HISTORICAL REFERENCES TO THE MANÓBOS OF EASTERN MINDANÁO
EARLY HISTORY UP TO 1875
From 1521 until 1877 Manóbo history is for the most part veiled in the obscurity of traditional accounts of the past. Now and then it is brightened by the transient light of a missionary's pen only to relapse into the unfathomable darkness of the past. The few traditions that come down to us in Manóbo legendary song and oral tradition furnish but little light in the darkness, arid that little is probably not the pure and simple light of truth, but the multicolored rays of the popular imagination that have transformed warriors into giants and enemies into hideous monsters. Thus Dábao, of whom mention will be made presently, was a giant according to the general tradition. The Moros that invaded the Agúsan are spoken of as "tailed men." There is, however, one tradition--persistent and universal--to the effect that up to 1877, and even later, though in a lesser degree, there was war--ruthless, relentless, never-ending war. This tradition is borne out by the events that succeeded the advent of the missionaries and their efforts to thrust Christianity upon a people who neither understood its doctrines nor relished its rigorous precepts.
1521
Mention of the Agúsan River and of Butuán is found in the writings of various historians, notably of Father Francisco Combes1 who states that Magellan landed in Butuán in 1521. It is believed by various historians that the first mass in the Philippine Islands was celebrated here, and that the planting of a cross on a small promontory at the mouth of the Agúsan River was intended by Magellan as a formal occupation of the Philippine Islands in the name of Spain.2 A later governor, to commemorate this event, erected a monument which stands to this day near the mouth of the Agúsan River.
1Historia de Mindanáo y Jolo (Madrid, 1897), 76.
2It is strange that Pigafetta who records the doings of Magellan with such marvelous minuteness, does not mention this first mass.
1565-1574
A letter from Andrés Mirandola to Philip II3 some time after the arrival of Legaspi in 1565 states that Mirandola was ordered to explore the islands of Magindanáo and to seek a port called Butuán. Upon arrival in that town he made friends with the chief. He found Moros trading at the port. He describes the people as being of a warlike character. In another letter of Mirandola,4 dated 1574, we find Butuán spoken of as a district with much gold.
3E. H. Blair and J. A. Robertson, The Philippine Islands, 34: 202, 1906.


Across the entries that follow, count each line holding "Seafood" and state the total alone.

Given data:
┏━━

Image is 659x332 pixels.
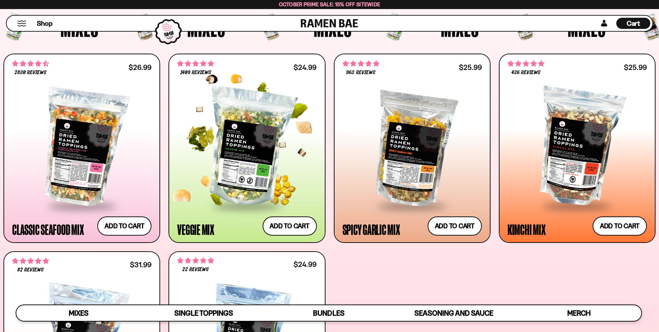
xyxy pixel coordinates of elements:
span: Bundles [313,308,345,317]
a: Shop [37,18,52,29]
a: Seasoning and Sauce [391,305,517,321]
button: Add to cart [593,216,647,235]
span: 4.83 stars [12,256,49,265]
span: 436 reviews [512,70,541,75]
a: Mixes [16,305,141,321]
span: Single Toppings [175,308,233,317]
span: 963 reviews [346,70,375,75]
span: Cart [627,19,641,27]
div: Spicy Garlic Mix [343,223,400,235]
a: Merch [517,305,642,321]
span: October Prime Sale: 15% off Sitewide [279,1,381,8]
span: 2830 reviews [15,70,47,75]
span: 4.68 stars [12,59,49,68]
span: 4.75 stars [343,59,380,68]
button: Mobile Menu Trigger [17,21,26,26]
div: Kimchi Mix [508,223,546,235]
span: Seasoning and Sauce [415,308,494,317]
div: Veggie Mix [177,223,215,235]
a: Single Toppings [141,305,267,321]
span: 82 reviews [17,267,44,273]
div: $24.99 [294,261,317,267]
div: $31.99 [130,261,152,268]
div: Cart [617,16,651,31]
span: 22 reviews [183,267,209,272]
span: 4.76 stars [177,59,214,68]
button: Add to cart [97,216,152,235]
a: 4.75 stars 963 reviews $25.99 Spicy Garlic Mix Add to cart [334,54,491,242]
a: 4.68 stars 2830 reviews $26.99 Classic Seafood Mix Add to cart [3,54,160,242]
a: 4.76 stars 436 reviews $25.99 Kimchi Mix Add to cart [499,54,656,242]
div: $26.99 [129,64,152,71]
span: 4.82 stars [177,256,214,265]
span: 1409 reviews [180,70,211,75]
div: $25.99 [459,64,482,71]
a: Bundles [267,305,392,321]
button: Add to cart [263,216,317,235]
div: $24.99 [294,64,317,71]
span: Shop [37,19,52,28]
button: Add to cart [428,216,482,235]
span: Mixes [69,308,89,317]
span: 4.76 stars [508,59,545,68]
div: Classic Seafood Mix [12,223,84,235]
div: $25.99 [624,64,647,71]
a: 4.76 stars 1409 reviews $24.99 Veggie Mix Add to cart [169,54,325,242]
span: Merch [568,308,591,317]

┗━━

Answer to the problem:
2